Thursday, August 19, 2010

"67th Avenue"

WOW!

The beach is amazing! The air is cool enough to exhaust the humidity and yet i'm not too chilled to cause regret for my newly shaved legs. My feet are relaxed and at home, comforted by the damp sand. What a magnificent day! It truly has been nothing less. Even the smell of the ocean, neither stuffy nor potent; a perfect blend of rythmic tune. I could fall asleep right here.

What if in life we could capture these moments in large mason jars? Our memories of each feeling, scent, hue, and tint would be trapped inside so that with every twist of the cap we feel the exact feeling as the day we first tricked it into the jar. Like a favorite movie watched over and over, there would be no change in script or substance. Could that even be possible?

I think perhaps the only difference and impossibility of that concept is the constant change of our perception. I ask myself would it truly be a treasured moment if it had the capability of being fully captured? We are able to remember details such as a shell from the sand or a picture taken of the horizon but that one exact moment we can never re-create. Maybe that's the point. Maybe we're supposed to, in the moment, treasure the bigger picture because it simply won't last forever.

Being here I'm reminded of that whole year when Steve and I were in Denver. There were no salt-flavored sunsets or sand nuzzled comfortably between my toes. There were no roaring waves providing tranquility. While big, beautiful, colorful, and creative...it was no Myrtle Beach and yet while roaring, and breezy...this is no Denver. I've realized that is's all in the way we perceive and appreciate our surroundings. I think somewhere in the selfishness I forgot to look right in front of me in the beautiful cinema God has provided. The greatest of all is in its unique creation it costs little to witness...but you surely must purchase a ticket in order to truly experience the full effect.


TASK TO CARRY OUT
Retype every line of the records exactly.

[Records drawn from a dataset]

========================================

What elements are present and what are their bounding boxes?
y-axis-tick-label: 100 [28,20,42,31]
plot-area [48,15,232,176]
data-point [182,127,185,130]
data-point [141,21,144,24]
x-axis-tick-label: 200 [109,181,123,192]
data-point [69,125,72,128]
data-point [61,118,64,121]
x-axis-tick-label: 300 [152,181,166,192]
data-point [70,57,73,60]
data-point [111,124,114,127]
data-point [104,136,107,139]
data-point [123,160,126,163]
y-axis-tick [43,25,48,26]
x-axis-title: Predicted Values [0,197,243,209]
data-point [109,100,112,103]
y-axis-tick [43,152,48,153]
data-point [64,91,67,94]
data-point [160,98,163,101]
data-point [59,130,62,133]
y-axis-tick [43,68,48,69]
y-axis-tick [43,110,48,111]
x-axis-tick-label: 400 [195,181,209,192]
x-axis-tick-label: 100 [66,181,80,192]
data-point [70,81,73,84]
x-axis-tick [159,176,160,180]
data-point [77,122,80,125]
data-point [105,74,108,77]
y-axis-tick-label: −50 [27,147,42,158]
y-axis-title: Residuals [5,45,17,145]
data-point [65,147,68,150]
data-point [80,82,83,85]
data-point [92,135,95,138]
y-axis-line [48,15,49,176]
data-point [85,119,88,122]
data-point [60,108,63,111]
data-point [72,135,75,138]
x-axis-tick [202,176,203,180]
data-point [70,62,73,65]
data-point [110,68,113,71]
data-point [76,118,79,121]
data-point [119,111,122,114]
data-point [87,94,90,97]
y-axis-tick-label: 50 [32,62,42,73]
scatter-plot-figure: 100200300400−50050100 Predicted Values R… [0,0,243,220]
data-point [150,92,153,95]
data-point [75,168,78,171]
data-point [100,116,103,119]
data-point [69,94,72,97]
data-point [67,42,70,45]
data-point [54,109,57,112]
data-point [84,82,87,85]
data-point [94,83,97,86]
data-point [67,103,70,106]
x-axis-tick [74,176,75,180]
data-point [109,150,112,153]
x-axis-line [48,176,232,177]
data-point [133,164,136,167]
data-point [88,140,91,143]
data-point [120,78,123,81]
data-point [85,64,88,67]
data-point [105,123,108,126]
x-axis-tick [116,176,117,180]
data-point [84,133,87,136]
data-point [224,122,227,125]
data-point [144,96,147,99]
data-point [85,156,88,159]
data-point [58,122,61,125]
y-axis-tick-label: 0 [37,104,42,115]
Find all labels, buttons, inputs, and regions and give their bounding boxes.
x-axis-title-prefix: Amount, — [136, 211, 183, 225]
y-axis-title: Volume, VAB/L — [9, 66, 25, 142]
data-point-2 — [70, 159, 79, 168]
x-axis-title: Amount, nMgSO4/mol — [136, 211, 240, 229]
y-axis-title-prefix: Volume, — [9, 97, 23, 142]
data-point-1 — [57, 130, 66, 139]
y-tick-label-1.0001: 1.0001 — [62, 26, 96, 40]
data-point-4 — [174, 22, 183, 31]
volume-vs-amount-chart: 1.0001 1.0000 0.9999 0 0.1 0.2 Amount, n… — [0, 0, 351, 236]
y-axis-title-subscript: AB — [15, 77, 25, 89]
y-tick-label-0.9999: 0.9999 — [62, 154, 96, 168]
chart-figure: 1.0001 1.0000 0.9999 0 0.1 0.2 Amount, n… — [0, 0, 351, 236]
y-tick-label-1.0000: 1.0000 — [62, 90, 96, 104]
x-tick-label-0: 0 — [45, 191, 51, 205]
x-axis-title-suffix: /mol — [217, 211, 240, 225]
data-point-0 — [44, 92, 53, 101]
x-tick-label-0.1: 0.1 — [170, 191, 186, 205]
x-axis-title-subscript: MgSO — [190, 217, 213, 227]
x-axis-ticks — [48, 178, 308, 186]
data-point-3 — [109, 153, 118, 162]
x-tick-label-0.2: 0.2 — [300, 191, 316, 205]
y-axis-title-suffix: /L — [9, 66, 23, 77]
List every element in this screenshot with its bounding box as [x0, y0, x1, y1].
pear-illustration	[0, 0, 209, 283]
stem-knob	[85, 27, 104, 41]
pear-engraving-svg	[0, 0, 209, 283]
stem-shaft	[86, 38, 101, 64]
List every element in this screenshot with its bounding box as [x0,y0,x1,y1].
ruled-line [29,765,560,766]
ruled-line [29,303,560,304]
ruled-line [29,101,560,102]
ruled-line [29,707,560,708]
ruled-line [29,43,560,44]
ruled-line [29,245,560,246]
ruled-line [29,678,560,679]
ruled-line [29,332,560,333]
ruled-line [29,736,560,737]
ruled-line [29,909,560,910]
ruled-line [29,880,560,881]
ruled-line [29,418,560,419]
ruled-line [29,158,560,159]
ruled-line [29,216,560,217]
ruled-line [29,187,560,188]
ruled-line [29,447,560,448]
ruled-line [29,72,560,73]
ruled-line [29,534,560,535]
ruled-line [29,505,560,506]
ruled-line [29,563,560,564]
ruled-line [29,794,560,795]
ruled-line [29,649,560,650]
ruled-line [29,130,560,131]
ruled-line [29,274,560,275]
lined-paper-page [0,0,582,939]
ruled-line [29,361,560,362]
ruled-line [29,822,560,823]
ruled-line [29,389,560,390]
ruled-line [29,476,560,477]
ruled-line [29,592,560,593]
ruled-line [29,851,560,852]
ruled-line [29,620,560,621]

========================================

RESPONSE TO THIS EXERCISE
What elements are present and what are their bounding boxes?
y-axis-tick-label: 100 [28,20,42,31]
plot-area [48,15,232,176]
data-point [182,127,185,130]
data-point [141,21,144,24]
x-axis-tick-label: 200 [109,181,123,192]
data-point [69,125,72,128]
data-point [61,118,64,121]
x-axis-tick-label: 300 [152,181,166,192]
data-point [70,57,73,60]
data-point [111,124,114,127]
data-point [104,136,107,139]
data-point [123,160,126,163]
y-axis-tick [43,25,48,26]
x-axis-title: Predicted Values [0,197,243,209]
data-point [109,100,112,103]
y-axis-tick [43,152,48,153]
data-point [64,91,67,94]
data-point [160,98,163,101]
data-point [59,130,62,133]
y-axis-tick [43,68,48,69]
y-axis-tick [43,110,48,111]
x-axis-tick-label: 400 [195,181,209,192]
x-axis-tick-label: 100 [66,181,80,192]
data-point [70,81,73,84]
x-axis-tick [159,176,160,180]
data-point [77,122,80,125]
data-point [105,74,108,77]
y-axis-tick-label: −50 [27,147,42,158]
y-axis-title: Residuals [5,45,17,145]
data-point [65,147,68,150]
data-point [80,82,83,85]
data-point [92,135,95,138]
y-axis-line [48,15,49,176]
data-point [85,119,88,122]
data-point [60,108,63,111]
data-point [72,135,75,138]
x-axis-tick [202,176,203,180]
data-point [70,62,73,65]
data-point [110,68,113,71]
data-point [76,118,79,121]
data-point [119,111,122,114]
data-point [87,94,90,97]
y-axis-tick-label: 50 [32,62,42,73]
scatter-plot-figure: 100200300400−50050100 Predicted Values R… [0,0,243,220]
data-point [150,92,153,95]
data-point [75,168,78,171]
data-point [100,116,103,119]
data-point [69,94,72,97]
data-point [67,42,70,45]
data-point [54,109,57,112]
data-point [84,82,87,85]
data-point [94,83,97,86]
data-point [67,103,70,106]
x-axis-tick [74,176,75,180]
data-point [109,150,112,153]
x-axis-line [48,176,232,177]
data-point [133,164,136,167]
data-point [88,140,91,143]
data-point [120,78,123,81]
data-point [85,64,88,67]
data-point [105,123,108,126]
x-axis-tick [116,176,117,180]
data-point [84,133,87,136]
data-point [224,122,227,125]
data-point [144,96,147,99]
data-point [85,156,88,159]
data-point [58,122,61,125]
y-axis-tick-label: 0 [37,104,42,115]
Find all labels, buttons, inputs, and regions and give their bounding boxes.
x-axis-title-prefix: Amount, — [136, 211, 183, 225]
y-axis-title: Volume, VAB/L — [9, 66, 25, 142]
data-point-2 — [70, 159, 79, 168]
x-axis-title: Amount, nMgSO4/mol — [136, 211, 240, 229]
y-axis-title-prefix: Volume, — [9, 97, 23, 142]
data-point-1 — [57, 130, 66, 139]
y-tick-label-1.0001: 1.0001 — [62, 26, 96, 40]
data-point-4 — [174, 22, 183, 31]
volume-vs-amount-chart: 1.0001 1.0000 0.9999 0 0.1 0.2 Amount, n… — [0, 0, 351, 236]
y-axis-title-subscript: AB — [15, 77, 25, 89]
y-tick-label-0.9999: 0.9999 — [62, 154, 96, 168]
chart-figure: 1.0001 1.0000 0.9999 0 0.1 0.2 Amount, n… — [0, 0, 351, 236]
y-tick-label-1.0000: 1.0000 — [62, 90, 96, 104]
x-tick-label-0: 0 — [45, 191, 51, 205]
x-axis-title-suffix: /mol — [217, 211, 240, 225]
data-point-0 — [44, 92, 53, 101]
x-tick-label-0.1: 0.1 — [170, 191, 186, 205]
x-axis-title-subscript: MgSO — [190, 217, 213, 227]
x-axis-ticks — [48, 178, 308, 186]
data-point-3 — [109, 153, 118, 162]
x-tick-label-0.2: 0.2 — [300, 191, 316, 205]
y-axis-title-suffix: /L — [9, 66, 23, 77]
List every element in this screenshot with its bounding box as [x0, y0, x1, y1].
pear-illustration	[0, 0, 209, 283]
stem-knob	[85, 27, 104, 41]
pear-engraving-svg	[0, 0, 209, 283]
stem-shaft	[86, 38, 101, 64]
List every element in this screenshot with its bounding box as [x0,y0,x1,y1].
ruled-line [29,765,560,766]
ruled-line [29,303,560,304]
ruled-line [29,101,560,102]
ruled-line [29,707,560,708]
ruled-line [29,43,560,44]
ruled-line [29,245,560,246]
ruled-line [29,678,560,679]
ruled-line [29,332,560,333]
ruled-line [29,736,560,737]
ruled-line [29,909,560,910]
ruled-line [29,880,560,881]
ruled-line [29,418,560,419]
ruled-line [29,158,560,159]
ruled-line [29,216,560,217]
ruled-line [29,187,560,188]
ruled-line [29,447,560,448]
ruled-line [29,72,560,73]
ruled-line [29,534,560,535]
ruled-line [29,505,560,506]
ruled-line [29,563,560,564]
ruled-line [29,794,560,795]
ruled-line [29,649,560,650]
ruled-line [29,130,560,131]
ruled-line [29,274,560,275]
lined-paper-page [0,0,582,939]
ruled-line [29,361,560,362]
ruled-line [29,822,560,823]
ruled-line [29,389,560,390]
ruled-line [29,476,560,477]
ruled-line [29,592,560,593]
ruled-line [29,851,560,852]
ruled-line [29,620,560,621]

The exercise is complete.